A Performance Cycle analyses collecting as a cultural practice through the work of artists that make use of the archive and the collection in their practice.
The four newly produced performances reflect on the venue that hosts them – a place dedicated to education – and the city of Rome, engaging with the public through a variety of languages such as theatre, storytelling and dance.
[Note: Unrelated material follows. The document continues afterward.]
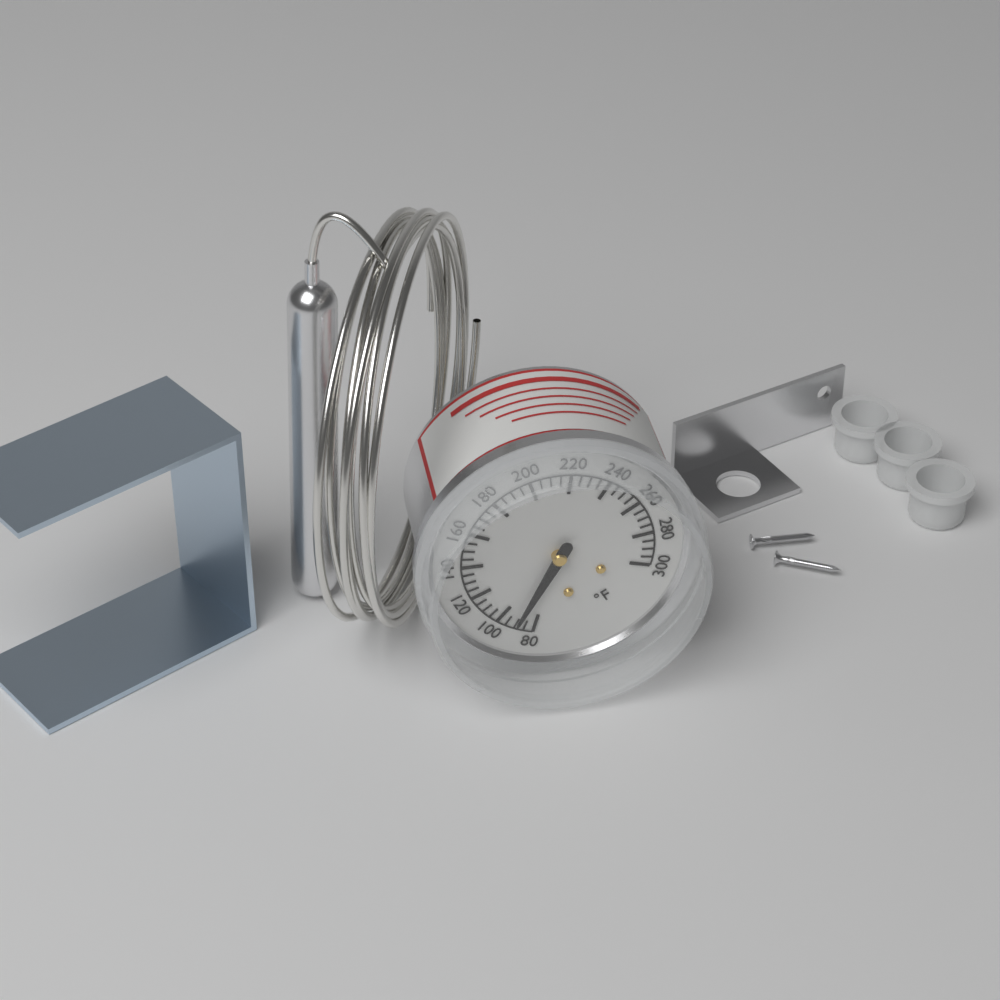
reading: 90 °F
The collaboration between Nomas Foundation and Accademia di Belle Arti di Roma aims at fostering the interaction between the students and the art system. nasce con l’obiettivo di creare un’interazione attiva fra gli studenti e il mondo dell’arte contemporanea. A Performance Cycle confronted the young professionals with the making of an exhibition, in constant dialogue with the invited artists.
Notes:
The potential inwardness of objects is one of their most powerful characteristics, ambiguous and elusive though it may be. Objects hang before the eyes of imagination, continuously re-presenting ourselves to ourselves, and telling the stories of our lives in ways which would be impossible otherwise.
S. Peirce
With collecting it is decisive that the object is released from all its original functions in order to enter into the closest possible relationship with its equivalents.
W. Benjamin
The kind of object collected is not important: what matters is the reframing of the object within the collection, as an act of formal admission from one state to another.
S. Peirce
What is this ‘completeness’? It is a grand attempt to overcome the wholly irrational character of the object’s mere presence at hand through its integration into a new, expressly devised historical system: the collection.
W. Benjamin
A structure can be methodically threatened in order to be comprehended more clearly and to reveal not only its supports but also that secret place in which it is neither construction nor ruin, but lability.